Chapter Twelve
Paxton
Like a goddamned coward, I observed my mother’s funeral from a distance. I didn’t bother going to the mortuary for the memorial service, but I observed her interment from a distance. I saw Mia standing by her graveside, and Dirk was a few feet away. I wanted to reach out for her, to apologize for freaking out and running away, but I couldn’t. I couldn’t go to her anymore than I could return her calls, and I couldn’t undo disconnecting my phone number. I couldn’t handle hearing her voice any longer, with the faint waiver in her tone, and the hint of tears in her voice.
I had hurt her, and I knew it. I had told her the truth, which had been an unforgivable sin. I had stolen her father from her, and though he wasn’t much of a person to be worth bothering with, he had been her parent. I’d had no right to dump that burden on her.
I’d had no right to revel in her compassion, or to drain her empathy. I had no right to her, because she was too good and too pure for everything that I was. I was a tainted, foul thing, and allowing myself to have her would be the absolute worst thing I had ever done to anyone in the world. I was a selfish bastard, but maybe I wasn’t that selfish. I was doing my best to protect her from myself. I was also protecting my heart from Mia, though she had already wormed her way inside.
I stayed until everyone had gone, watching the workers shovel the dirt onto my mother’s grave with a digger. When they had departed too, I walked over to her freshly dug grave, sans marker, which would come later. Kneeling down on the raw earth, I passed my hand to the ground and whispered a final goodbye, knowing I would never return to this place. Not just the cemetery, but this entire fucking town. I would go back to my life in Vegas and try to forget any of this had ever happened. It was the best thing for me, and more importantly, it was the best thing for Mia too.
***
I threw myself into fighting. My life became all about training in the octagon. The opponent facing me ceased to matter, as did anything else besides the release I received every time my fist connected with flesh or my foot hit a body. Intense workouts in the gym also offered escape into adrenaline-induced oblivion, so I trained harder than ever.
That night, I stood in the locker room after a fight, breathing heavily. I had won my match, and Charlie Short hadn’t stood a chance against me. He’d been higher ranked than me, and he was a fan favorite, but I had decimated him. I’d pursued victory with single-minded determination, leaving him gasping on the mat. I should have felt victorious, but all I felt was numb.
I looked up at the click of heels, an incongruous sound in the men’s locker room. Lila came striding toward me, her face a mask that filtered any clue of how she felt.
Her voice, however, was not so ambiguous. She sounded like she was biting on ice cubes and frosting each word she pushed through her lips. “What the hell is the matter with you?”
I shrugged. “I don’t know what you mean.”
“I mean the way you’re fighting. You had no mercy for that guy.”
I regarded her coolly. “Since when am I supposed to have mercy for my opponent? I won the match, and that’s all that matters.”
She shook her head, her disgust evident, which made me feel about five inches tall. “No, that isn’t all that matters. You want a good guy image, and I thought you were a good guy. A little rough, with a dark edge, but a good guy. You might lose some endorsements after that fight, and you’re lucky you weren’t disqualified. You hit him long past when you had to. You almost killed him.”
I could feel my shoulders slumping, and I recognized the truth in her words, though I didn’t want to hear it. “Don’t be so dramatic, Lila. I’m not going to lose any endorsements, and you’ll still get your cut.”
Her lips clamped into a thin line, and she glared at me for a long second before sadness filled her eyes. “I don’t know where you disappeared to when you were gone for those two weeks, and I don’t know what happened to you, but you need to deal with it and do it quickly, before you lose not just your career, but every person in the world who cares about you.”
Without another word, she turned on those ridiculously high heels and strode from the locker room. I stared after her, wanting to dismiss her words, even as I felt a hollow pang in my chest. She had a point. I knew she had a point. Hell, I could feel myself getting out of control in the octagon. I was hard on my opponents, far harder than I needed to be. There was a difference between winning a match and destroying your opponent. Guilt weighed heavily on me, and I made a note to call Charlie in a few days to check on him.
I stripped off the last of my gear before striding to the shower, turning the water on full blast and icy cold in an attempt to master my emotions and regain control. I couldn’t keep going on like this, but I had forgotten how to function any other way.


WORK INSTRUCTIONS: Return every entry from the listing below unaltered.
--- DATASET Enclosed Below ---
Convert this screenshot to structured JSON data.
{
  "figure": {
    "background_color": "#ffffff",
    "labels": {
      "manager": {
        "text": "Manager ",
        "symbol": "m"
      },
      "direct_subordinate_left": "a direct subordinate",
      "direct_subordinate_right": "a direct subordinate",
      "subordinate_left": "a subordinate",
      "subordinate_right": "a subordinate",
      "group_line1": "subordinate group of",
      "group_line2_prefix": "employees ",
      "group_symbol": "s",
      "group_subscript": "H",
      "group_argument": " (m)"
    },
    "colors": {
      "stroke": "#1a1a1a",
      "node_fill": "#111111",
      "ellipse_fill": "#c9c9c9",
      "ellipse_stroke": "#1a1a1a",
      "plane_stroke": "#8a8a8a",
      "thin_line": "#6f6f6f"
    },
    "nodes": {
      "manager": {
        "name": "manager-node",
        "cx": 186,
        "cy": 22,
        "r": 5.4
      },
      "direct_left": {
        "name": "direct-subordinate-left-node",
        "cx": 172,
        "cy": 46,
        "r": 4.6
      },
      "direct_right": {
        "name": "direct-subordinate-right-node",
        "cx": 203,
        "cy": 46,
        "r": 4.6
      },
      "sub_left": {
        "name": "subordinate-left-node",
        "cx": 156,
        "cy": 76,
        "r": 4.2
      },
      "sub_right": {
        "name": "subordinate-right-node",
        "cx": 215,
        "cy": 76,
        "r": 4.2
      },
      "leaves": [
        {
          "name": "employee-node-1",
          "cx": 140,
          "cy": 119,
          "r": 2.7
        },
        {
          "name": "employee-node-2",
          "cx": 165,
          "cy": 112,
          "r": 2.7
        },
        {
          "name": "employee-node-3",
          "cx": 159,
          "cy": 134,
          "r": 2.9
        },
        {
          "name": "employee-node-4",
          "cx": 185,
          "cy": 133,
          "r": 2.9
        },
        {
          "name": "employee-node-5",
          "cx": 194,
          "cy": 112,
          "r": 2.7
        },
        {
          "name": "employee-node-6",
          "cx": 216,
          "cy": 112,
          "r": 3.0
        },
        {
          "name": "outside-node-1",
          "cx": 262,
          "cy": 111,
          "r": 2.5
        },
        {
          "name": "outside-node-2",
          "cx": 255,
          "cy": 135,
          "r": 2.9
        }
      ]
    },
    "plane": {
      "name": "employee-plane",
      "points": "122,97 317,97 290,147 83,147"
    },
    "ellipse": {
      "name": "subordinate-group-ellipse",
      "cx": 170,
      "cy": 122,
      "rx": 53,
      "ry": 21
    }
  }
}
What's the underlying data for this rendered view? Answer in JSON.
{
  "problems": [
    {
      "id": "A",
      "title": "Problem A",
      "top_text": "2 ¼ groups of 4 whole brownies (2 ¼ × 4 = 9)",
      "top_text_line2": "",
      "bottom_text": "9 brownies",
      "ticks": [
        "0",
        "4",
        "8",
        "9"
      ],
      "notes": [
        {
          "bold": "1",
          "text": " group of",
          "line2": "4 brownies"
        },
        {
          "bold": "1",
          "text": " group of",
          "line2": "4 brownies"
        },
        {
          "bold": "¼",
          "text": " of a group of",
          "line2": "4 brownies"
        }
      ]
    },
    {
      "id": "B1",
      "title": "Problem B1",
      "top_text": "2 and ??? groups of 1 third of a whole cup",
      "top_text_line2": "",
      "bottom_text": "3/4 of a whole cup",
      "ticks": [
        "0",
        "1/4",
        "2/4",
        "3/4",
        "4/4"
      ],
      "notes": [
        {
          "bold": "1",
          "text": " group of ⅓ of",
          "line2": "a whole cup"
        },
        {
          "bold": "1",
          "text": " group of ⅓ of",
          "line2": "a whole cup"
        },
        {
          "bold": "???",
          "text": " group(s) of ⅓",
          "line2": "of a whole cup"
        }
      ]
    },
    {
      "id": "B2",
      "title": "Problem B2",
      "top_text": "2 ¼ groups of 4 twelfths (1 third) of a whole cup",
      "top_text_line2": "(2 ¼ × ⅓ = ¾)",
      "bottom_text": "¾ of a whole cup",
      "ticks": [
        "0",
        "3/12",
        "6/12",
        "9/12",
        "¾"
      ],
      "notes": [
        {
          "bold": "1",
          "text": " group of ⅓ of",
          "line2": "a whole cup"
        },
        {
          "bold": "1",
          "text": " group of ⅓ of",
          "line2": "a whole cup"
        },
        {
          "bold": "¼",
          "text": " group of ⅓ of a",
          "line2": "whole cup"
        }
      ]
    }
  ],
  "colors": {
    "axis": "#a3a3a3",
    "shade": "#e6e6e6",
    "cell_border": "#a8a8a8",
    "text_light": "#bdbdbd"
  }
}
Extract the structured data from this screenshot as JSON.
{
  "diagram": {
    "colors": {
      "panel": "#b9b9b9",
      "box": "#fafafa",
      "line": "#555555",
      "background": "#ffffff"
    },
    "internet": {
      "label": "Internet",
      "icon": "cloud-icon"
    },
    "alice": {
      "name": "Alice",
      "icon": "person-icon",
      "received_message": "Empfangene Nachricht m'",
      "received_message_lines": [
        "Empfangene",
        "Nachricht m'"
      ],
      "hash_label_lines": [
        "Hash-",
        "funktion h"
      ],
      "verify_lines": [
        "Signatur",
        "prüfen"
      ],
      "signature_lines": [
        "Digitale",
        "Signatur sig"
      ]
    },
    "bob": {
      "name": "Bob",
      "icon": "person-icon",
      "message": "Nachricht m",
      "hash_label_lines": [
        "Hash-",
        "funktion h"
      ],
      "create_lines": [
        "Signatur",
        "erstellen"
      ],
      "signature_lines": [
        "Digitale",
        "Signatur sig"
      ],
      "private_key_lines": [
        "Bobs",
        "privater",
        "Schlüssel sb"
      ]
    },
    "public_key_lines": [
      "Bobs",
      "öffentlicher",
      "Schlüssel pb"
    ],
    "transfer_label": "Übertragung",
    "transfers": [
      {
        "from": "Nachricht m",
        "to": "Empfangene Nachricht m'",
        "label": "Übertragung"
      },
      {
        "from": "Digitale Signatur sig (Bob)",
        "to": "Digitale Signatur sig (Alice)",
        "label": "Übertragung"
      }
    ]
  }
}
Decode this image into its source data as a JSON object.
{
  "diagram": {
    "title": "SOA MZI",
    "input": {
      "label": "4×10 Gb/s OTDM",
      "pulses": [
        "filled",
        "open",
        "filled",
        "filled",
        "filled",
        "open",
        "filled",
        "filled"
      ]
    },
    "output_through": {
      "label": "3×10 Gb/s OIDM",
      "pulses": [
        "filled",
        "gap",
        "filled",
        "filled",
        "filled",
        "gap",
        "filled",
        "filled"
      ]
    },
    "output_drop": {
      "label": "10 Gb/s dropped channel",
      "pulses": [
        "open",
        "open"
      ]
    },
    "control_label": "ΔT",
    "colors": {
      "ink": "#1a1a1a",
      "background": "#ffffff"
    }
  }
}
--- End of Enclosed DATASET ---
EXPECTED ANSWER:
Convert this screenshot to structured JSON data.
{
  "figure": {
    "background_color": "#ffffff",
    "labels": {
      "manager": {
        "text": "Manager ",
        "symbol": "m"
      },
      "direct_subordinate_left": "a direct subordinate",
      "direct_subordinate_right": "a direct subordinate",
      "subordinate_left": "a subordinate",
      "subordinate_right": "a subordinate",
      "group_line1": "subordinate group of",
      "group_line2_prefix": "employees ",
      "group_symbol": "s",
      "group_subscript": "H",
      "group_argument": " (m)"
    },
    "colors": {
      "stroke": "#1a1a1a",
      "node_fill": "#111111",
      "ellipse_fill": "#c9c9c9",
      "ellipse_stroke": "#1a1a1a",
      "plane_stroke": "#8a8a8a",
      "thin_line": "#6f6f6f"
    },
    "nodes": {
      "manager": {
        "name": "manager-node",
        "cx": 186,
        "cy": 22,
        "r": 5.4
      },
      "direct_left": {
        "name": "direct-subordinate-left-node",
        "cx": 172,
        "cy": 46,
        "r": 4.6
      },
      "direct_right": {
        "name": "direct-subordinate-right-node",
        "cx": 203,
        "cy": 46,
        "r": 4.6
      },
      "sub_left": {
        "name": "subordinate-left-node",
        "cx": 156,
        "cy": 76,
        "r": 4.2
      },
      "sub_right": {
        "name": "subordinate-right-node",
        "cx": 215,
        "cy": 76,
        "r": 4.2
      },
      "leaves": [
        {
          "name": "employee-node-1",
          "cx": 140,
          "cy": 119,
          "r": 2.7
        },
        {
          "name": "employee-node-2",
          "cx": 165,
          "cy": 112,
          "r": 2.7
        },
        {
          "name": "employee-node-3",
          "cx": 159,
          "cy": 134,
          "r": 2.9
        },
        {
          "name": "employee-node-4",
          "cx": 185,
          "cy": 133,
          "r": 2.9
        },
        {
          "name": "employee-node-5",
          "cx": 194,
          "cy": 112,
          "r": 2.7
        },
        {
          "name": "employee-node-6",
          "cx": 216,
          "cy": 112,
          "r": 3.0
        },
        {
          "name": "outside-node-1",
          "cx": 262,
          "cy": 111,
          "r": 2.5
        },
        {
          "name": "outside-node-2",
          "cx": 255,
          "cy": 135,
          "r": 2.9
        }
      ]
    },
    "plane": {
      "name": "employee-plane",
      "points": "122,97 317,97 290,147 83,147"
    },
    "ellipse": {
      "name": "subordinate-group-ellipse",
      "cx": 170,
      "cy": 122,
      "rx": 53,
      "ry": 21
    }
  }
}
What's the underlying data for this rendered view? Answer in JSON.
{
  "problems": [
    {
      "id": "A",
      "title": "Problem A",
      "top_text": "2 ¼ groups of 4 whole brownies (2 ¼ × 4 = 9)",
      "top_text_line2": "",
      "bottom_text": "9 brownies",
      "ticks": [
        "0",
        "4",
        "8",
        "9"
      ],
      "notes": [
        {
          "bold": "1",
          "text": " group of",
          "line2": "4 brownies"
        },
        {
          "bold": "1",
          "text": " group of",
          "line2": "4 brownies"
        },
        {
          "bold": "¼",
          "text": " of a group of",
          "line2": "4 brownies"
        }
      ]
    },
    {
      "id": "B1",
      "title": "Problem B1",
      "top_text": "2 and ??? groups of 1 third of a whole cup",
      "top_text_line2": "",
      "bottom_text": "3/4 of a whole cup",
      "ticks": [
        "0",
        "1/4",
        "2/4",
        "3/4",
        "4/4"
      ],
      "notes": [
        {
          "bold": "1",
          "text": " group of ⅓ of",
          "line2": "a whole cup"
        },
        {
          "bold": "1",
          "text": " group of ⅓ of",
          "line2": "a whole cup"
        },
        {
          "bold": "???",
          "text": " group(s) of ⅓",
          "line2": "of a whole cup"
        }
      ]
    },
    {
      "id": "B2",
      "title": "Problem B2",
      "top_text": "2 ¼ groups of 4 twelfths (1 third) of a whole cup",
      "top_text_line2": "(2 ¼ × ⅓ = ¾)",
      "bottom_text": "¾ of a whole cup",
      "ticks": [
        "0",
        "3/12",
        "6/12",
        "9/12",
        "¾"
      ],
      "notes": [
        {
          "bold": "1",
          "text": " group of ⅓ of",
          "line2": "a whole cup"
        },
        {
          "bold": "1",
          "text": " group of ⅓ of",
          "line2": "a whole cup"
        },
        {
          "bold": "¼",
          "text": " group of ⅓ of a",
          "line2": "whole cup"
        }
      ]
    }
  ],
  "colors": {
    "axis": "#a3a3a3",
    "shade": "#e6e6e6",
    "cell_border": "#a8a8a8",
    "text_light": "#bdbdbd"
  }
}
Extract the structured data from this screenshot as JSON.
{
  "diagram": {
    "colors": {
      "panel": "#b9b9b9",
      "box": "#fafafa",
      "line": "#555555",
      "background": "#ffffff"
    },
    "internet": {
      "label": "Internet",
      "icon": "cloud-icon"
    },
    "alice": {
      "name": "Alice",
      "icon": "person-icon",
      "received_message": "Empfangene Nachricht m'",
      "received_message_lines": [
        "Empfangene",
        "Nachricht m'"
      ],
      "hash_label_lines": [
        "Hash-",
        "funktion h"
      ],
      "verify_lines": [
        "Signatur",
        "prüfen"
      ],
      "signature_lines": [
        "Digitale",
        "Signatur sig"
      ]
    },
    "bob": {
      "name": "Bob",
      "icon": "person-icon",
      "message": "Nachricht m",
      "hash_label_lines": [
        "Hash-",
        "funktion h"
      ],
      "create_lines": [
        "Signatur",
        "erstellen"
      ],
      "signature_lines": [
        "Digitale",
        "Signatur sig"
      ],
      "private_key_lines": [
        "Bobs",
        "privater",
        "Schlüssel sb"
      ]
    },
    "public_key_lines": [
      "Bobs",
      "öffentlicher",
      "Schlüssel pb"
    ],
    "transfer_label": "Übertragung",
    "transfers": [
      {
        "from": "Nachricht m",
        "to": "Empfangene Nachricht m'",
        "label": "Übertragung"
      },
      {
        "from": "Digitale Signatur sig (Bob)",
        "to": "Digitale Signatur sig (Alice)",
        "label": "Übertragung"
      }
    ]
  }
}
Decode this image into its source data as a JSON object.
{
  "diagram": {
    "title": "SOA MZI",
    "input": {
      "label": "4×10 Gb/s OTDM",
      "pulses": [
        "filled",
        "open",
        "filled",
        "filled",
        "filled",
        "open",
        "filled",
        "filled"
      ]
    },
    "output_through": {
      "label": "3×10 Gb/s OIDM",
      "pulses": [
        "filled",
        "gap",
        "filled",
        "filled",
        "filled",
        "gap",
        "filled",
        "filled"
      ]
    },
    "output_drop": {
      "label": "10 Gb/s dropped channel",
      "pulses": [
        "open",
        "open"
      ]
    },
    "control_label": "ΔT",
    "colors": {
      "ink": "#1a1a1a",
      "background": "#ffffff"
    }
  }
}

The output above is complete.